Review of the state of knowledge of cardiovascular disease among Aboriginal and Torres Strait Islander populations

Document Type

Report

Publisher

Australian Indigenous HealthInfoNet

Place of Publication

Mt Lawley, Western Australia

School

Australian Indigenous HealthInfoNet

Comments

Thomson, N., Winter, J., Pumphrey, M.. (1999). Review of the state of knowledge of cardiovascular disease among Aboriginal and Torres Strait Islander populations. Perth: National Aboriginal and Torres Strait Islander Health Clearinghouse.

Available here.

Abstract

Background

This report has been prepared as part of a project which aims to review the current state of knowledge about cardiovascular disease in rural and remote settings and Aboriginal and Torres Strait Islander populations to assist the consideration of research priorities at a workshop to be held in Alice Springs in November 1999. The report aims to inform the Alice Springs workshop by providing an overview of cardiovascular disease among Indigenous people and identifying issues that arise from the overview. As such, it represents a part of the 'health intelligence' input to the 'informed opinion' process of the workshop, in which Indigenous community representatives and clinical and public health experts will identify priority areas that are amenable to research and have broad community support. The report draws on a wide range of published and unpublished information specific to Indigenous cardiovascular disease, but does not attempt to include mainstream cardiovascular clinical or public health research or research relating to the social and economic context within which cardiovascular disease occurs among Indigenous people.

Findings

This review identified almost 270 published or unpublished sources of information about cardiovascular disease among Indigenous people, but the many were of doubtful value and most of the worthwhile sources were descriptive studies of some aspect of cardiovascular disease or risk factors.

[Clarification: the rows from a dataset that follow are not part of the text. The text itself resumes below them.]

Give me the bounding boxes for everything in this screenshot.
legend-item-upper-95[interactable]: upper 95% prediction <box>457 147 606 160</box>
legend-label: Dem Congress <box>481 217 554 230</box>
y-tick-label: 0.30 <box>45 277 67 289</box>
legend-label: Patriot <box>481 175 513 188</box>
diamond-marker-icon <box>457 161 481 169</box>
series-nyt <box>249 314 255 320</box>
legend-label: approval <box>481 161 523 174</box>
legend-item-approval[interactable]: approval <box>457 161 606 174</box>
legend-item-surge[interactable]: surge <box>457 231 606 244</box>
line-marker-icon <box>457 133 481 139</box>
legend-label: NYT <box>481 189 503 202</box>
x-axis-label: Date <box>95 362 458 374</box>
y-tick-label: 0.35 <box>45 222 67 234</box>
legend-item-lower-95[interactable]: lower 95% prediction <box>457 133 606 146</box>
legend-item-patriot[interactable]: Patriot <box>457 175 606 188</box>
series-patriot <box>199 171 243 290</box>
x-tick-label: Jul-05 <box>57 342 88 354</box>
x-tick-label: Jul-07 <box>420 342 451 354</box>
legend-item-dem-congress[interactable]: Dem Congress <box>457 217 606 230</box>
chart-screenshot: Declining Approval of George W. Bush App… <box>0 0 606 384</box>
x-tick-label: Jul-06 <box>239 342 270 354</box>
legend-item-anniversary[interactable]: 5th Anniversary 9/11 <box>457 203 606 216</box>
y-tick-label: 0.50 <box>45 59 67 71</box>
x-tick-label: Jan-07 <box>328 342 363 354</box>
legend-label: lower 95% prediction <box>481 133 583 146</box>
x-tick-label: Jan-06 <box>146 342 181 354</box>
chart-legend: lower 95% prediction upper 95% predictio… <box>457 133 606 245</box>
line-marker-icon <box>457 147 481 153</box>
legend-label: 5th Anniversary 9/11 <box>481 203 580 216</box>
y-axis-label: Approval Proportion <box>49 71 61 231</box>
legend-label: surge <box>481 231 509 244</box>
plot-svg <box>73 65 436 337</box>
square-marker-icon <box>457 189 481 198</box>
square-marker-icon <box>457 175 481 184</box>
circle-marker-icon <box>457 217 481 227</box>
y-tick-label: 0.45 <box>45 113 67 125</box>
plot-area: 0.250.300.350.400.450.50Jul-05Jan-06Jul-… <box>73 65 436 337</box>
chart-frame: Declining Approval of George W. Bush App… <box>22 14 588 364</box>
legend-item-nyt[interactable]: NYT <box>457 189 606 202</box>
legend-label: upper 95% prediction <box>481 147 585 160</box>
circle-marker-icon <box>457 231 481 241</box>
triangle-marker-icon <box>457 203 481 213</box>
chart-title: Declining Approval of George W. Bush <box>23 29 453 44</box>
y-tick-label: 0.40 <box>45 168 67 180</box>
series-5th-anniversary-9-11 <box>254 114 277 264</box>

The sources confirm that the overall burden from cardiovascular disease is much greater for Indigenous people than for non-Indigenous people. For people living in Western Australia, South Australia and the Northern Territory, Indigenous people die from cardiovascular disease at a rate around twice that of other Australians. Coronary heart disease and stroke are the major specific causes of death for Indigenous people, as they are for other Australians, but in each case death rates are around twice as high. A striking aspect of Indigenous of mortality from coronary heart disease is the high death rates among young and middle-aged adults - death rates for Indigenous people aged 25-44 years were more than 10 times those of other Australians.

The review did not identify any recent research examining the mortality from cardiovascular disease for Indigenous people living in parts of Australia other than WA, SA and the NT, but there is some evidence that levels are likely to be similar, at least in New South Wales and Queensland. Similarly, little attention has been directed to specific regional differences in cardiovascular mortality among Indigenous people, but evidence from WA suggests that overall death rates are at least as high in urban areas as they are in rural and remote parts of the State.

Rheumatic fever and rheumatic heart disease are rare among the Australian population overall, but the incidence and prevalence among Indigenous people living in the Top End of the NT, in the Kimberley region of WA and possibly parts of north Queensland is very high, even by world standards. The overall death rate from these conditions for Indigenous people living in WA, SA and the NT is around 15 times that of other Australians, and the ratio would be even greater for those regions where the disease is most prevalent. There is evidence, from two nationwide surveys and a number of ad hoc studies, of much higher levels of some important biomedical cardiovascular risk factors among Indigenous people compared with other Australians. These include higher levels of cigarette smoking, obesity and harmful consumption of alcohol, and lower levels of leisure-time physical activity. As noted above, the majority of sources identified were descriptive studies, and very little attention appears to have been directed to interventions or health systems issues (with the possible exception of rheumatic fever and rheumatic heart disease). Even the descriptive studies are limited in terms of geographic coverage and specificity, attention to the conditions responsible for the most deaths (coronary heart disease and stroke) and other than biomedical risk factors (for example, psychosocial risk factors).

In view of the much greater impact of cardiovascular disease among Indigenous than non-Indigenous people, the paucity of the research into the interventions and health systems issues is striking. Given our knowledge generally about the effectiveness of primary, secondary and tertiary interventions, there appears to be an urgent need for research into how this knowledge can be applied to the benefit of the Indigenous people of Australia, and into barriers to its application.